Fishing isn’t something new to Smith, whose day job is working as a freelance radio producer and journalist. His family used to travel around Smith’s beloved Midwest to places with names like Hatchet Lake, Jitterbug Lake, ϳԹ Lake, and Disappointment Lake. To Smith, there’s something here that goes beyond just using fishing lures for keychains because they look cool. The idea behind ٳٲ’s, he said, is more about keeping the past alive by creating something “you can carry around that has had a whole other life before you.” When I asked him if there were any specific lures that he likes to use, he rattled off a laundry list, including companies like The Creek Chub Bait Co., The South Bend Bait Co., Paw Paw, Heddon, and, of course, Aborgast lures. Just reading the names of these companies conjures up lazy days spent fishing along the shores of some Midwestern body of water that Smith and countless others grew up around, just hoping to get a bite.
The lures tell stories; from Fred Abrogast’s American dream to the people who spent a little bit of quiet time casting the lure in your pocket into a lake or river, never thinking twice about who, where, and how it was made. Ultimately, Smith gives the lures a new reason for being, but also gives a new generation an opportunity to get to understand a simpler time and place; you pick up a Smitty Lure, and you wonder about the people who may have used them, and the waters they may have been cast into.
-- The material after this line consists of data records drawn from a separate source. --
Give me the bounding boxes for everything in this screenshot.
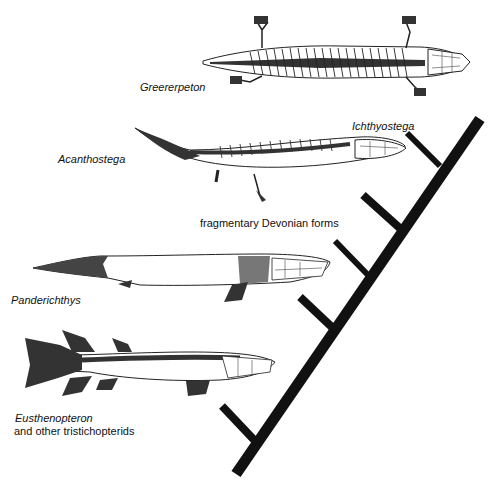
branch-acanthostega: [363, 195, 403, 231]
label-greererpeton: Greererpeton: [140, 81, 205, 93]
label-fragmentary-devonian-forms: fragmentary Devonian forms: [200, 217, 339, 229]
branch-ichthyostega: [407, 133, 440, 166]
label-acanthostega: Acanthostega: [58, 153, 125, 165]
main-trunk: [236, 119, 480, 474]
label-eusthenopteron: Eusthenopteron: [15, 412, 93, 424]
cladogram-tree: [222, 119, 480, 474]
branch-fragmentary: [335, 241, 368, 275]
acanthostega-illustration: [135, 128, 406, 202]
label-tristichopterids: and other tristichopterids: [14, 425, 134, 437]
label-panderichthys: Panderichthys: [11, 294, 81, 306]
label-ichthyostega: Ichthyostega: [352, 120, 414, 132]
branch-eusthenopteron: [222, 406, 257, 443]
branch-panderichthys: [300, 297, 335, 330]
greererpeton-illustration: [203, 16, 470, 96]
eusthenopteron-illustration: [25, 330, 275, 396]
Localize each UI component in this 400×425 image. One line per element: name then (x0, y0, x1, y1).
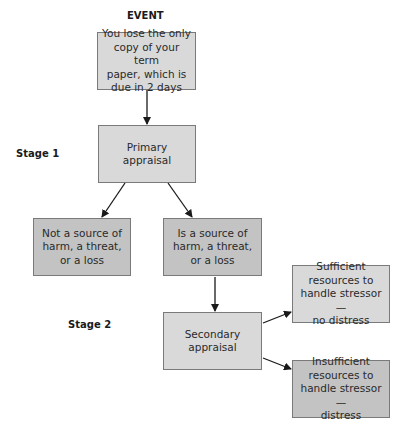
arrow-secondary-to-insufficient (263, 358, 291, 369)
arrow-primary-to-is-source (168, 183, 192, 217)
connector-arrows (0, 0, 400, 425)
arrow-secondary-to-sufficient (263, 312, 291, 323)
arrow-primary-to-not-source (102, 183, 125, 217)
At the same time, they invite you to reminisce whenever you’d like. Those instant memories are ultimately why Smith, a Midwestern expat who deals with the daily chaos of New York, makes the lures; he knows there aren’t millions to be made selling keychains. Instead, ٳٲ’s lures serve as both a quick fix for nostalgia and something that is visually appealing. They look cool, but they also make a person think about being elsewhere: the oceans and rivers of their youth. Something like the beaches on the North Shore of Chicago where my own grandfather taught me how to fish, which, coincidentally are located a few miles up the road from where Rock Hudson himself grew up, long before he was raising the bar almost impossibly high for stylish fishermen everywhere.